On 10 June, Carty received correspondence from the Irish desk at Europol inviting him to send officers. When he saw Gilligan’s name mentioned, he gave the go-ahead.
Meanwhile, the MOT was working at cross-purposes to Operation Wedge. Like the Danish, it realised that Gilligan and Rahman were part of a larger, nefarious organisation. Linking Rahman, Gilligan or Baltus to drugs was not their function, and they knew well that they would never get enough evidence to press charges. They also deemed the inquiry far too problematic, given that most of the suspects were living in Ireland, outside their own country. They too decided to enlist Europol. On 12 June, John van Wijk, from the MOT, wrote to Robert Tjaikens, an officer in the planning and development section of Europol Drugs Unit, seeking his help in investigating Gilligan. Van Wijk recounted the casino story, how the MOT had learned about Meehan’s links to the drug trade and of course, Gilligan’s role.
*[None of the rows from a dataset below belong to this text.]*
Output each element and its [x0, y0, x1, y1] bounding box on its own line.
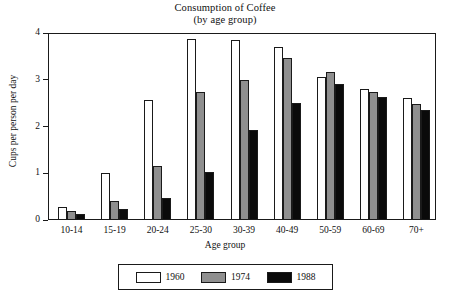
bar-group: [317, 33, 344, 220]
y-axis: Cups per person per day 01234: [0, 33, 48, 220]
y-axis-title: Cups per person per day: [8, 46, 18, 196]
bar-60-69-1960: [360, 89, 369, 220]
bar-40-49-1960: [274, 47, 283, 220]
x-axis-label: 30-39: [233, 225, 255, 235]
chart-subtitle: (by age group): [0, 14, 450, 26]
legend-label-1974: 1974: [231, 272, 250, 282]
x-axis-label: 70+: [409, 225, 424, 235]
bar-70+-1988: [421, 110, 430, 220]
x-axis-label: 25-30: [190, 225, 212, 235]
bar-25-30-1960: [187, 39, 196, 220]
y-tick-label: 1: [35, 166, 40, 179]
chart-title: Consumption of Coffee: [0, 2, 450, 14]
x-axis-label: 15-19: [104, 225, 126, 235]
bars-layer: [48, 33, 436, 220]
bar-30-39-1960: [231, 40, 240, 220]
bar-15-19-1960: [101, 173, 110, 220]
y-tick-label: 3: [35, 73, 40, 86]
x-axis-label: 20-24: [147, 225, 169, 235]
bar-group: [101, 33, 128, 220]
bar-40-49-1974: [283, 58, 292, 220]
bar-70+-1960: [403, 98, 412, 220]
bar-50-59-1974: [326, 72, 335, 220]
coffee-consumption-chart: Consumption of Coffee (by age group) Cup…: [0, 0, 450, 300]
bar-group: [274, 33, 301, 220]
bar-20-24-1960: [144, 100, 153, 220]
bar-50-59-1960: [317, 77, 326, 220]
legend-item-1988[interactable]: 1988: [267, 272, 316, 283]
bar-group: [58, 33, 85, 220]
bar-30-39-1988: [249, 130, 258, 220]
bar-20-24-1974: [153, 166, 162, 220]
y-tick-label: 4: [35, 26, 40, 39]
bar-10-14-1960: [58, 207, 67, 220]
bar-60-69-1974: [369, 92, 378, 220]
chart-title-block: Consumption of Coffee (by age group): [0, 2, 450, 26]
bar-group: [231, 33, 258, 220]
bar-60-69-1988: [378, 97, 387, 220]
x-axis-label: 60-69: [362, 225, 384, 235]
bar-group: [403, 33, 430, 220]
legend-swatch-1988: [267, 272, 292, 283]
x-axis-label: 10-14: [60, 225, 82, 235]
bar-15-19-1974: [110, 201, 119, 220]
bar-group: [187, 33, 214, 220]
bar-group: [360, 33, 387, 220]
x-axis-title: Age group: [0, 240, 450, 250]
legend-swatch-1974: [201, 272, 226, 283]
bar-10-14-1974: [67, 211, 76, 220]
bar-70+-1974: [412, 104, 421, 220]
legend-item-1960[interactable]: 1960: [136, 272, 185, 283]
bar-25-30-1974: [196, 92, 205, 220]
bar-50-59-1988: [335, 84, 344, 220]
chart-legend: 196019741988: [118, 264, 333, 290]
x-axis-label: 40-49: [276, 225, 298, 235]
bar-25-30-1988: [205, 172, 214, 220]
legend-swatch-1960: [136, 272, 161, 283]
bar-20-24-1988: [162, 198, 171, 220]
y-tick-label: 0: [35, 213, 40, 226]
legend-label-1960: 1960: [166, 272, 185, 282]
legend-label-1988: 1988: [297, 272, 316, 282]
x-axis-label: 50-59: [319, 225, 341, 235]
legend-item-1974[interactable]: 1974: [201, 272, 250, 283]
bar-40-49-1988: [292, 103, 301, 220]
y-tick-label: 2: [35, 120, 40, 133]
bar-group: [144, 33, 171, 220]
bar-30-39-1974: [240, 80, 249, 220]
bar-15-19-1988: [119, 209, 128, 220]
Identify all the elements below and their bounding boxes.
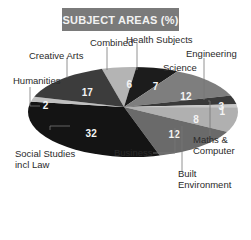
- slice-value-label: 7: [153, 81, 159, 92]
- label-health-subjects: Health Subjects: [126, 34, 193, 45]
- slice-value-label: 1: [219, 106, 225, 117]
- label-business: Business: [114, 147, 153, 158]
- label-engineering: Engineering: [186, 48, 237, 59]
- label-science: Science: [163, 62, 197, 73]
- label-creative-arts: Creative Arts: [29, 50, 83, 61]
- slice-value-label: 2: [43, 100, 49, 111]
- slice-value-label: 17: [82, 87, 94, 98]
- label-social-studies: Social Studies incl Law: [15, 148, 75, 170]
- label-built-environment: Built Environment: [178, 168, 231, 190]
- slice-value-label: 8: [193, 114, 199, 125]
- slice-value-label: 12: [180, 91, 192, 102]
- label-maths-computer: Maths & Computer: [193, 134, 235, 156]
- slice-value-label: 32: [86, 128, 98, 139]
- label-humanities: Humanities: [13, 75, 61, 86]
- slice-value-label: 12: [169, 129, 181, 140]
- slice-value-label: 6: [127, 79, 133, 90]
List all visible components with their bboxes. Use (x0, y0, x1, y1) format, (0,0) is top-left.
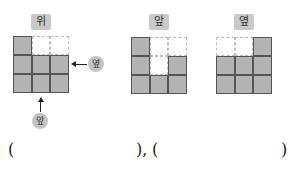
answer-blank-1[interactable] (18, 140, 133, 160)
front-view-grid (131, 37, 187, 94)
empty-cell (32, 36, 51, 55)
side-view-label: 옆 (234, 14, 254, 30)
side-arrow-icon (75, 64, 87, 65)
filled-cell (13, 74, 32, 93)
empty-cell (235, 37, 254, 56)
side-direction-label: 옆 (88, 56, 104, 72)
filled-cell (50, 74, 69, 93)
filled-cell (50, 55, 69, 74)
filled-cell (131, 75, 150, 94)
filled-cell (150, 75, 169, 94)
filled-cell (216, 75, 235, 94)
front-direction-label: 앞 (32, 113, 48, 129)
filled-cell (168, 75, 187, 94)
empty-cell (168, 37, 187, 56)
filled-cell (235, 56, 254, 75)
filled-cell (32, 74, 51, 93)
filled-cell (13, 36, 32, 55)
front-arrow-head-icon (38, 97, 44, 102)
empty-cell (50, 36, 69, 55)
filled-cell (216, 56, 235, 75)
filled-cell (253, 56, 272, 75)
filled-cell (32, 55, 51, 74)
filled-cell (13, 55, 32, 74)
filled-cell (253, 75, 272, 94)
answer-blank-2-open: ( (152, 141, 158, 159)
answer-blank-2-close: ) (281, 141, 287, 159)
empty-cell (150, 56, 169, 75)
filled-cell (131, 37, 150, 56)
empty-cell (216, 37, 235, 56)
answer-blank-1-close: ), (136, 141, 147, 159)
top-view-grid (13, 36, 69, 93)
top-view-label: 위 (31, 14, 51, 30)
filled-cell (131, 56, 150, 75)
front-view-label: 앞 (149, 14, 169, 30)
empty-cell (150, 37, 169, 56)
answer-blank-2[interactable] (162, 140, 280, 160)
front-arrow-icon (40, 101, 41, 112)
answer-blank-1-open: ( (8, 141, 14, 159)
filled-cell (168, 56, 187, 75)
side-view-grid (216, 37, 272, 94)
filled-cell (253, 37, 272, 56)
filled-cell (235, 75, 254, 94)
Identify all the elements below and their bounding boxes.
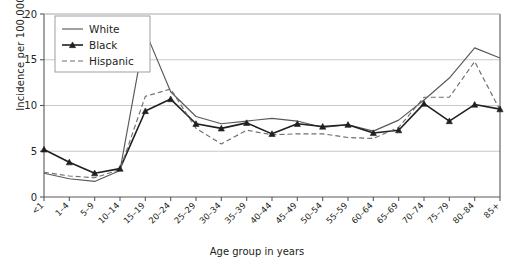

‘On the basis of the above information,’ he wrote ‘there are justifiable suspicions that there is a connection among the persons mentioned. Additionally it can be said that in view of the criminal backgrounds of Meehan and Gilligan the amounts of money exchanged were acquired in drugs traffic and/or arms traffic and/or terrorism.’ The MOT, he wrote, suspected that Baltus, Rahman and Djorai were linked to Gilligan. ‘It is important for us to find out whether transactions by the persons mentioned were reported to your institution or whether you possess any other information relevant for the MOT. Trusting I have sufficiently informed you, please keep me informed about the progress you make.’